→ **Work instructions**
Once the line containing "Describe the element at coordinates (113, 497)" is found in the entries below, reproduce it and every line after it, stopping at and including the line containing "What do you see at coordinates (1307, 2)"; reproduce nothing else, and keep each line exact.

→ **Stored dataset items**
# # # # # # #

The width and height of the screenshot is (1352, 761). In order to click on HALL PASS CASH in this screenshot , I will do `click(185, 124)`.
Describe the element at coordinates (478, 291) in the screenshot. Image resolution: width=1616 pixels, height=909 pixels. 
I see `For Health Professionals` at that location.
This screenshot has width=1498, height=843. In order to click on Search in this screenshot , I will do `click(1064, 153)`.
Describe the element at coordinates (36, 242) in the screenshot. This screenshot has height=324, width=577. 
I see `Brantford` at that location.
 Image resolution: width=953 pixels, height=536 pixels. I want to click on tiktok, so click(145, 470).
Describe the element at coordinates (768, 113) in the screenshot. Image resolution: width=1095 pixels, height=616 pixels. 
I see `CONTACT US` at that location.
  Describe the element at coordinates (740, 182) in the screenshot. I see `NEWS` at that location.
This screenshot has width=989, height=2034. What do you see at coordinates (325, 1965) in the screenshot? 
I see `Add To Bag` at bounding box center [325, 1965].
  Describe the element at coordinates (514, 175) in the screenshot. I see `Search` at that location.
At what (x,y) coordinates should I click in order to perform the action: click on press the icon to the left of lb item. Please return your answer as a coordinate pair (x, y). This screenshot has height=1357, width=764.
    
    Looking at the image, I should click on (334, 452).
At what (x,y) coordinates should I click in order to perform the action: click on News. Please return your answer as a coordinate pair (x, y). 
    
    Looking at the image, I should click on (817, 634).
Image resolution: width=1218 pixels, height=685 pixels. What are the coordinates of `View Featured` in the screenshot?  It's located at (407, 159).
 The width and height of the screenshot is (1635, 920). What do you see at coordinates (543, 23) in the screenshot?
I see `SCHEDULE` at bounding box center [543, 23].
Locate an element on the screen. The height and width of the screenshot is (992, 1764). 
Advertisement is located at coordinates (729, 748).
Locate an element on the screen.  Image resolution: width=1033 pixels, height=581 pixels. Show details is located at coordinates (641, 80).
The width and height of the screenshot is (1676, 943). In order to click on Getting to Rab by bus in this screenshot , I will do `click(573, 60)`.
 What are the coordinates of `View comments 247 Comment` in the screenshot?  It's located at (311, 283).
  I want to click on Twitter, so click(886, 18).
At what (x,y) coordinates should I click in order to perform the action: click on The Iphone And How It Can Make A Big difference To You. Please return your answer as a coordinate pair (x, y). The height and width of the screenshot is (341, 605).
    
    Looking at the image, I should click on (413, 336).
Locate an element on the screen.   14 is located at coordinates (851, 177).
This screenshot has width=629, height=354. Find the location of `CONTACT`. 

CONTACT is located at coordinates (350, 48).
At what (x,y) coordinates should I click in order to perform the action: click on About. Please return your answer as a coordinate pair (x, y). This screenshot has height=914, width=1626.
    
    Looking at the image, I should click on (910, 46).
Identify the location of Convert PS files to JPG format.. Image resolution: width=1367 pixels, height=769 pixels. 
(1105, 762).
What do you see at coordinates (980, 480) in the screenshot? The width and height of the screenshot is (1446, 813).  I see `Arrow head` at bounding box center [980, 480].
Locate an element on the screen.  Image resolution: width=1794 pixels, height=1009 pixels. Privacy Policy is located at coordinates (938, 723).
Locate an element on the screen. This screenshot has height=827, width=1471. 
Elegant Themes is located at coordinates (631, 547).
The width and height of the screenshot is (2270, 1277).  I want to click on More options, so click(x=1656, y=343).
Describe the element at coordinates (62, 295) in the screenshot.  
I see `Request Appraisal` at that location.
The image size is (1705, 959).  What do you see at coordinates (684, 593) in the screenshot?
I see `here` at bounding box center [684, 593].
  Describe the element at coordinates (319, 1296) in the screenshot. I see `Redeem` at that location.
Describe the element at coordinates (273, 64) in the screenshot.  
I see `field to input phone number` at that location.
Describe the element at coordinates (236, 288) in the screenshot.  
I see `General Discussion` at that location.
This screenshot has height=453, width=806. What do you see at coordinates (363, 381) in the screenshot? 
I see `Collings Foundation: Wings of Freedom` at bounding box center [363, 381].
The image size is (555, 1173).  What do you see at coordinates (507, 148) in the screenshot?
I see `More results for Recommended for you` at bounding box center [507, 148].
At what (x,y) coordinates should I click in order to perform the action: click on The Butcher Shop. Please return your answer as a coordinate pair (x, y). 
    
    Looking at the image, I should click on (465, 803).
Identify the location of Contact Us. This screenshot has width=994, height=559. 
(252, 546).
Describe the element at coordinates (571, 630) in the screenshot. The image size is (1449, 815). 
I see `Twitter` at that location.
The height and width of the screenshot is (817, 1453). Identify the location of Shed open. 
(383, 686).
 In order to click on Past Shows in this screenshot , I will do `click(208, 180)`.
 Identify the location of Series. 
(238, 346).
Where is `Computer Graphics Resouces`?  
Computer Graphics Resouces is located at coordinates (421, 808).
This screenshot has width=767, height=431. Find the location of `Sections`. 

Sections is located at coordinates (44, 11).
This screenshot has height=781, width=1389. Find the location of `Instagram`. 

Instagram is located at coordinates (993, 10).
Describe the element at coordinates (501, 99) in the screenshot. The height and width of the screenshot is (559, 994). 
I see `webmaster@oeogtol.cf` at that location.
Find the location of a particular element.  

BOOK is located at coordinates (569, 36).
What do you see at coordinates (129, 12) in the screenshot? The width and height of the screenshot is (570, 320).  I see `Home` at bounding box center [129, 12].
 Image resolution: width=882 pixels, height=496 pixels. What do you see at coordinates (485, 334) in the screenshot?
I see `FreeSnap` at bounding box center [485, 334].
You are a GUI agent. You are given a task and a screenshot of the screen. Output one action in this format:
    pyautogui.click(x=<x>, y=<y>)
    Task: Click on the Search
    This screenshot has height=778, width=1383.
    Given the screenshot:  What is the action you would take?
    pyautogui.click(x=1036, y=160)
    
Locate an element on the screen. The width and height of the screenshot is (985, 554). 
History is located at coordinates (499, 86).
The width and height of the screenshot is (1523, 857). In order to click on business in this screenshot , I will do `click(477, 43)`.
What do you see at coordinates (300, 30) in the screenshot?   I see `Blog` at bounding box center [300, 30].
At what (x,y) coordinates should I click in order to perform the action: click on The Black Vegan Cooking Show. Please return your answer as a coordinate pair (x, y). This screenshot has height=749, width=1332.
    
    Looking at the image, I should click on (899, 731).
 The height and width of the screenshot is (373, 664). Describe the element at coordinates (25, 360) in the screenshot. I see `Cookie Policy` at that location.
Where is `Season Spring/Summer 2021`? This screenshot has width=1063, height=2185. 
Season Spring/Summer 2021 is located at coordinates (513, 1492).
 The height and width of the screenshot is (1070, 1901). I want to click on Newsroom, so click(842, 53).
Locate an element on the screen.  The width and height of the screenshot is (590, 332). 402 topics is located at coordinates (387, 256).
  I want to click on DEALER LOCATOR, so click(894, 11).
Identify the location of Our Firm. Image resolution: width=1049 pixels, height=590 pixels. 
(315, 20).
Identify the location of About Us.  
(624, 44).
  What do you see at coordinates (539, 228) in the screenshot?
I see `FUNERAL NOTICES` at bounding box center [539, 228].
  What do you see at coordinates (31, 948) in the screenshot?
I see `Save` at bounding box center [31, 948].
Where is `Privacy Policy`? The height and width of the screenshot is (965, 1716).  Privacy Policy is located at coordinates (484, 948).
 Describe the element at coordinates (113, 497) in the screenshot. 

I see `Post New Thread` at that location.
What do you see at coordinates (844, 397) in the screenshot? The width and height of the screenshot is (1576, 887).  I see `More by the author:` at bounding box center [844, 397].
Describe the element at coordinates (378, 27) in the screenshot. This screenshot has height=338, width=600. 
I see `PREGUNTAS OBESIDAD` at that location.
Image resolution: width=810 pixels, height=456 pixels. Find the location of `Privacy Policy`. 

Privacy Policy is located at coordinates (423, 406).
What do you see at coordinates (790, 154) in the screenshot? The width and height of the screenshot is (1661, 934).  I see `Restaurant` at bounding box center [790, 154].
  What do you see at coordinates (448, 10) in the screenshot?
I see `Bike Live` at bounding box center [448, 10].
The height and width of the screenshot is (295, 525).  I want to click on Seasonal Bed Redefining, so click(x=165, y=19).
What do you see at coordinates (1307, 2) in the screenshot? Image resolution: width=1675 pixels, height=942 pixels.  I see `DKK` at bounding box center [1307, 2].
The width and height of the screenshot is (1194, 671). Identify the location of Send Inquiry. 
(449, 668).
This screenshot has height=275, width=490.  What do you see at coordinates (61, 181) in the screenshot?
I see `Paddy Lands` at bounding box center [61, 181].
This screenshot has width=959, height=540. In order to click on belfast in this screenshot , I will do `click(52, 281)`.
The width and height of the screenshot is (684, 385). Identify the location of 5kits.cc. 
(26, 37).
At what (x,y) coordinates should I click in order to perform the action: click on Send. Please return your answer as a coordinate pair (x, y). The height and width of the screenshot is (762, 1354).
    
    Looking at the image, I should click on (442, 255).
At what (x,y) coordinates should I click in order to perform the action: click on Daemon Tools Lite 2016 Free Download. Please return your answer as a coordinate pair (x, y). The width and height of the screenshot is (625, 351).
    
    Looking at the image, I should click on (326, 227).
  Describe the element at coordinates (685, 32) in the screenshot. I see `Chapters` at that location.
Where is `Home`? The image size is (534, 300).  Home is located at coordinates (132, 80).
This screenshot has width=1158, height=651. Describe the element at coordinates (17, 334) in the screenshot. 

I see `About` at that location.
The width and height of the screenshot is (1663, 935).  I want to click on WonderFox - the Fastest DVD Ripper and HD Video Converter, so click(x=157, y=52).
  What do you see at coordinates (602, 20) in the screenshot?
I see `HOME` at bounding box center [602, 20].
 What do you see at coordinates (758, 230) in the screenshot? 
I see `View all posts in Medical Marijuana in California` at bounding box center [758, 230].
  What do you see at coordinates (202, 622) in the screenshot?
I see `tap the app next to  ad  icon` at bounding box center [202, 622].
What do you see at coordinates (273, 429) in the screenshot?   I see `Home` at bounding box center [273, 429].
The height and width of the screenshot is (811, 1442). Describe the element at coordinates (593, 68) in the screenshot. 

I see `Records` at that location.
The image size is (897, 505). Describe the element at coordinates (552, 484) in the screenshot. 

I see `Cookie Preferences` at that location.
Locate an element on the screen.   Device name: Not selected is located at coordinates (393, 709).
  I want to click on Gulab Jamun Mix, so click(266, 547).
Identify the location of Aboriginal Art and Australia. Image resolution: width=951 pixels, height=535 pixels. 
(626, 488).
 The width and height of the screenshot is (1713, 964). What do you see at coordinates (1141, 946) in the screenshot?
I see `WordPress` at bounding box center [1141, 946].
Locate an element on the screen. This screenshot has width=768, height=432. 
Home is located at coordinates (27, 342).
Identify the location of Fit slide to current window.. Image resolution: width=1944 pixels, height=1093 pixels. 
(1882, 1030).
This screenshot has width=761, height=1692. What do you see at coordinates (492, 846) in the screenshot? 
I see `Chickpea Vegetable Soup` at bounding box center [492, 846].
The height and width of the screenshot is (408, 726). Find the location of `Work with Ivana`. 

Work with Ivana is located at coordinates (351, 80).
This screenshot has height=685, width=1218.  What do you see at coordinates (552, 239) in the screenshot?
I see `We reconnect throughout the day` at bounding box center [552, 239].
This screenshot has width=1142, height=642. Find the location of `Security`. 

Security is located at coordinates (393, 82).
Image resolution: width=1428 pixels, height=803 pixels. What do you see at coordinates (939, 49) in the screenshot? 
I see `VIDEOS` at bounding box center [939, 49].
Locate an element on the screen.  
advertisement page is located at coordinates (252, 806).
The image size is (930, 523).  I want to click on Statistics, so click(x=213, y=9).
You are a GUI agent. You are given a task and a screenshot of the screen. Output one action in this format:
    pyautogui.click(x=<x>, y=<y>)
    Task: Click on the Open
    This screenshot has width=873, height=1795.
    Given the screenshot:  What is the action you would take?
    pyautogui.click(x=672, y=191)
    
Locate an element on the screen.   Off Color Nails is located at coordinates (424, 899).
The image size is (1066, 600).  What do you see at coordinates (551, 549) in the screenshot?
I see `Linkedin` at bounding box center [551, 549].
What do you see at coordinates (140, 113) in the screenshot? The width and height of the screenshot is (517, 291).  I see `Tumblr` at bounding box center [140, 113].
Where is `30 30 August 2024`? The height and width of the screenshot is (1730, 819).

# # # # # # #

→ **Your solution**
 Describe the element at coordinates (113, 497) in the screenshot. 

I see `Post New Thread` at that location.
What do you see at coordinates (844, 397) in the screenshot? The width and height of the screenshot is (1576, 887).  I see `More by the author:` at bounding box center [844, 397].
Describe the element at coordinates (378, 27) in the screenshot. This screenshot has height=338, width=600. 
I see `PREGUNTAS OBESIDAD` at that location.
Image resolution: width=810 pixels, height=456 pixels. Find the location of `Privacy Policy`. 

Privacy Policy is located at coordinates (423, 406).
What do you see at coordinates (790, 154) in the screenshot? The width and height of the screenshot is (1661, 934).  I see `Restaurant` at bounding box center [790, 154].
  What do you see at coordinates (448, 10) in the screenshot?
I see `Bike Live` at bounding box center [448, 10].
The height and width of the screenshot is (295, 525).  I want to click on Seasonal Bed Redefining, so click(x=165, y=19).
What do you see at coordinates (1307, 2) in the screenshot? Image resolution: width=1675 pixels, height=942 pixels.  I see `DKK` at bounding box center [1307, 2].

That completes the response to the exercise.